WebP is a modern format developed by Google that uses more efficient predictive compression, producing files roughly 25-35% smaller than JPEG at equivalent visual quality. JPEG uses older DCT-based compression from 1992. WebP also supports transparency and animation, which JPEG cannot do under any settings.
Use WebP as your default for nearly all web images in 2026 — it loads faster, supports transparency, and browser support now exceeds 96% globally. Keep JPEG as a fallback for older browsers, email clients, print workflows, or any pipeline where universal compatibility matters more than file size.
At the same file size, WebP typically looks sharper with fewer visible artifacts, especially around edges and gradients. At the same visual quality, WebP produces a smaller file. Either way you look at it, WebP generally wins — JPEG's main advantage isn't quality, it's universal compatibility.
As of 2026, WebP is supported by over 96% of browsers globally, including all current versions of Chrome, Firefox, Safari, and Edge. The remaining unsupported traffic is mostly very old browser versions and a handful of legacy tools, which is why a JPEG fallback is still good practice for critical images.

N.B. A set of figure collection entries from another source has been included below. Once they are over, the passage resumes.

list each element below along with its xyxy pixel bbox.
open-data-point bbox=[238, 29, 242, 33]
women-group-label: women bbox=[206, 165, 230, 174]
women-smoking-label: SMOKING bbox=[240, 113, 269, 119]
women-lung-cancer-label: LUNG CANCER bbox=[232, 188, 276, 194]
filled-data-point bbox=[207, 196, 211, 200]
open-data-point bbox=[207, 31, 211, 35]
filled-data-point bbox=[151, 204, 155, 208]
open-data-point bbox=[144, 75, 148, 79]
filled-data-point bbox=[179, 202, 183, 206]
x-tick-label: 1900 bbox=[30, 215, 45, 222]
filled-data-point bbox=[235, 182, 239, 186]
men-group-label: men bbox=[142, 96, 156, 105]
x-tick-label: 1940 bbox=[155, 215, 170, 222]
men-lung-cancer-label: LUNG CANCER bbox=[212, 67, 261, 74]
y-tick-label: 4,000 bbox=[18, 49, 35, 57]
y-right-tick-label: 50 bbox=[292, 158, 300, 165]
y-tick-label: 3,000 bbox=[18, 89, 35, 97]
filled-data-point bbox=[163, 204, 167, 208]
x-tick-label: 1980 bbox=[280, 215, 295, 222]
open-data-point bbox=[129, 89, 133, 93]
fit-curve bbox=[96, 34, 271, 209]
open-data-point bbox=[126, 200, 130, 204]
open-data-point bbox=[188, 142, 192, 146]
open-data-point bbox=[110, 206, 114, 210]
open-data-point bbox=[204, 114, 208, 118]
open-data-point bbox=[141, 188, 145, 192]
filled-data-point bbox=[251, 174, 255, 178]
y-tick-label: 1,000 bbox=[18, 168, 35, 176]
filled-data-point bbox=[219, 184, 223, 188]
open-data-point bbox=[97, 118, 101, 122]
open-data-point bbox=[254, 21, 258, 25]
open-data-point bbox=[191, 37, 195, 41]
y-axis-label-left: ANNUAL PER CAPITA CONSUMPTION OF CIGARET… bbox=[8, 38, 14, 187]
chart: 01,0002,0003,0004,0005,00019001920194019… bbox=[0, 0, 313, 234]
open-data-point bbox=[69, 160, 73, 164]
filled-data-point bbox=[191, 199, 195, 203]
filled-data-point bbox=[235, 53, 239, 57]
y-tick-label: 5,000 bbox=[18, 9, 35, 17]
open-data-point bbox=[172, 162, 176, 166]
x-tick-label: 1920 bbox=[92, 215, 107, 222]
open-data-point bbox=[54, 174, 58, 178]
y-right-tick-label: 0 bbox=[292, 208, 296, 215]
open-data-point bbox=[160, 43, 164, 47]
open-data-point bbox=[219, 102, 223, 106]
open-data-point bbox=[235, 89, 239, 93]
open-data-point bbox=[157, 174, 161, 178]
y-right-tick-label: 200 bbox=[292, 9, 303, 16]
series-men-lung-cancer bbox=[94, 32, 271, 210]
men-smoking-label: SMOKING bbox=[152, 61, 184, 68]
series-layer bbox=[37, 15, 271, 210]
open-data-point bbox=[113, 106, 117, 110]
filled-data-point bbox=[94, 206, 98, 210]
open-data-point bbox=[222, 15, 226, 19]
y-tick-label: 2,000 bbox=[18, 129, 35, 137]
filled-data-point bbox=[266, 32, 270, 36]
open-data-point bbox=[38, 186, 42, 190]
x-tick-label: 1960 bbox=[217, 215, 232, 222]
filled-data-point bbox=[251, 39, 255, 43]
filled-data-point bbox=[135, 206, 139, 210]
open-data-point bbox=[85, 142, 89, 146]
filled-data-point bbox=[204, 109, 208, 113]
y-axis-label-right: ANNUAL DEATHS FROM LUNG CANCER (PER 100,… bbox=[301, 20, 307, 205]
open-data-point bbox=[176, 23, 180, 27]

Yes. WebP supports a full 8-bit alpha channel, just like PNG, so it can have fully or partially transparent areas. This makes WebP a strong replacement for PNG in many cases too, since it gets transparency support plus much smaller file sizes.
Converting an existing JPEG to WebP does not undo any compression artifacts already baked into the JPEG, and re-compressing adds another lossy pass on top. For the best results, convert from an original high-quality source (camera file, PNG, or RAW export) directly to WebP rather than re-encoding an already-compressed JPEG.
Yes, in most production setups. Serve WebP to the 96%+ of visitors whose browsers support it, with a JPEG fallback via the <picture> element for the remainder. Most CMS platforms and CDNs automate this, so you rarely need to manage both versions manually.